The current present in a galvanic couple can define its resistance or susceptibility to corrosion. However, as the current is dependent upon environmental, material, and geometrical parameters it is experimentally costly to measure. To reduce these costs, Finite Element (FE) simulations can be used to assess the cathodic current but also require experimental inputs to define boundary conditions. Due to these challenges, it is crucial to accelerate predictions and accurately predict the current output for different environments and geometries representative of in-service conditions. Machine learned surrogate models provides a means to accelerate corrosion predictions. However, a one-time cost is incurred in procuring the simulation and experimental dataset necessary to calibrate the surrogate model. Therefore, an active learning protocol is developed through calibration of a low-cost surrogate model for the cathodic current of an exemplar galvanic couple (AA7075-SS304) as a function of environmental and geometric parameters. The surrogate model is calibrated on a dataset of FE simulations, and calculates an acquisition function that identifies specific additional inputs with the maximum potential to improve the current predictions. This is accomplished through a staggered workflow that not only improves and refines prediction, but identifies the points at which the most information is gained, thus enabling expansion to a larger parameter space. The protocols developed and demonstrated in this work provide a powerful tool for screening various forms of corrosion under in-service conditions.

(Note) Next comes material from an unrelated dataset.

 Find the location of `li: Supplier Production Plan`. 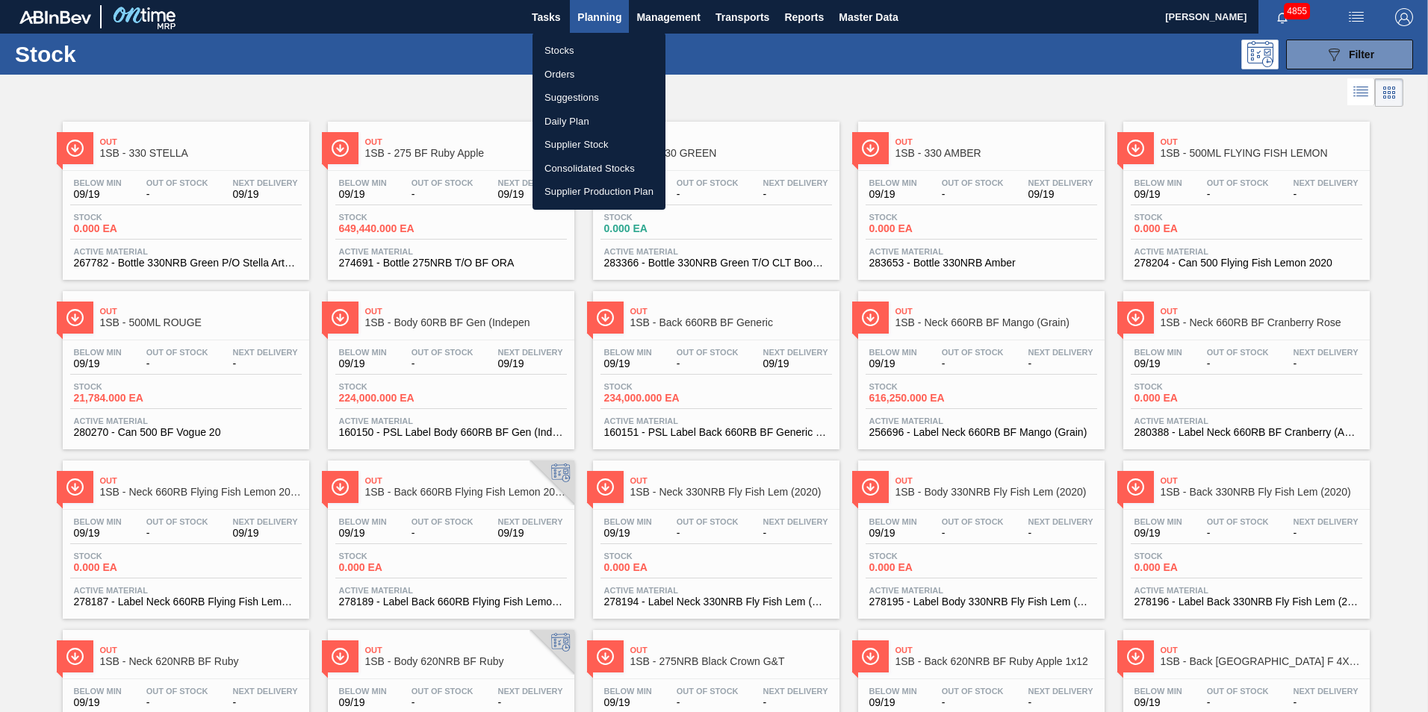

li: Supplier Production Plan is located at coordinates (599, 192).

Thermal spray deposition is an inherently stochastic manufacturing process used for generating thick coatings of metals, ceramics and composites. The generated coatings exhibit hierarchically complex internal structures that affect the overall properties of the coating. The deposition process can be adequately simulated using rules-based process simulations. Nevertheless, in order for the simulation to accurately model particle spreading upon deposition, a set of predefined rules and parameters need to be calibrated to the specific material and processing conditions of interest. The calibration process is not trivial given the fact that many parameters do not correspond directly to experimentally measurable quantities. This work presents a protocol that automatically calibrates the parameters and rules of a given simulation in order to generate the synthetic microstructures with the closest statistics to an experimentally generated coating. Specifically, this work developed a protocol for tantalum coatings prepared using air plasma spray. The protocol starts by quantifying the internal structure using 2-point statistics and then representing it in a low-dimensional space using Principal Component Analysis. Subsequently, our protocol leverages Bayesian optimization to determine the parameters that yield the minimum distance between synthetic microstructure and the experimental coating in the low-dimensional space.

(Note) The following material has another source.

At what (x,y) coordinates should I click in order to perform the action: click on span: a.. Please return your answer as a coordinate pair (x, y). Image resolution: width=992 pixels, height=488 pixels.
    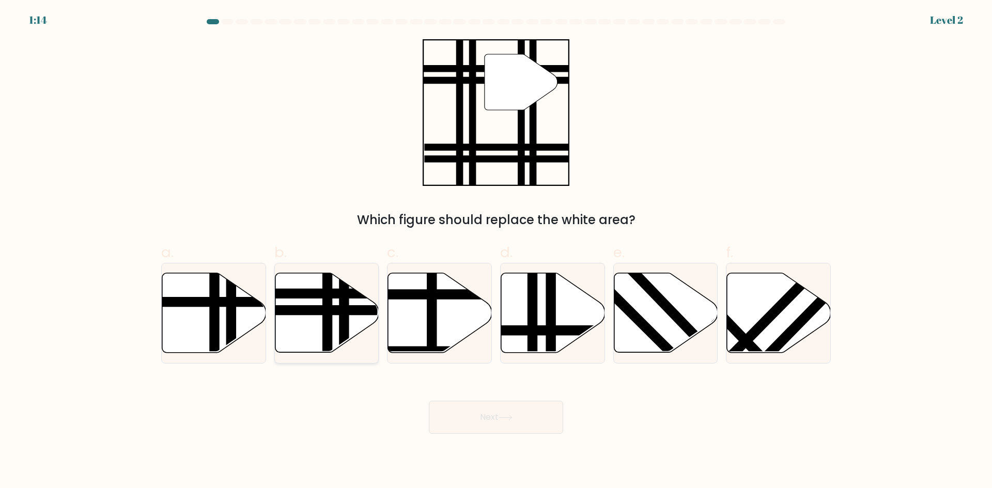
    Looking at the image, I should click on (167, 252).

Highlights Novel protocol for extracting knowledge from previously performed Finite Element corrosion simulations using machine learning. Obtain accurate predictions for corrosion current 5 orders of magnitude faster than Finite Element simulations. Accurate machine learning based model capable of performing an effective and efficient search over the multi-dimensional input space to identify areas/zones where corrosion is more (or less) noticeable.
The finite element method (FEM) is widely used to simulate a variety of physics phenomena. Approaches that integrate FEM with neural networks (NNs) are typically leveraged as an alternative to conducting expensive FEM simulations in order to reduce the computational cost without significantly sacrificing accuracy. However, these methods can produce biased predictions that deviate from those obtained with FEM, since these hybrid FEM-NN approaches rely on approximations trained using physically relevant quantities. In this work, an uncertainty estimation framework is introduced that leverages ensembles of Bayesian neural networks to produce diverse sets of predictions using a hybrid FEM-NN approach that approximates internal forces on a deforming solid body. The uncertainty estimator developed herein reliably infers upper bounds of bias/variance in the predictions for a wide range of interpolation and extrapolation cases using a three-element FEM-NN model of a bar undergoing plastic deformation. This proposed framework offers a powerful tool for assessing the reliability of physics-based surrogate models by establishing uncertainty estimates for predictions spanning a wide range of possible load cases.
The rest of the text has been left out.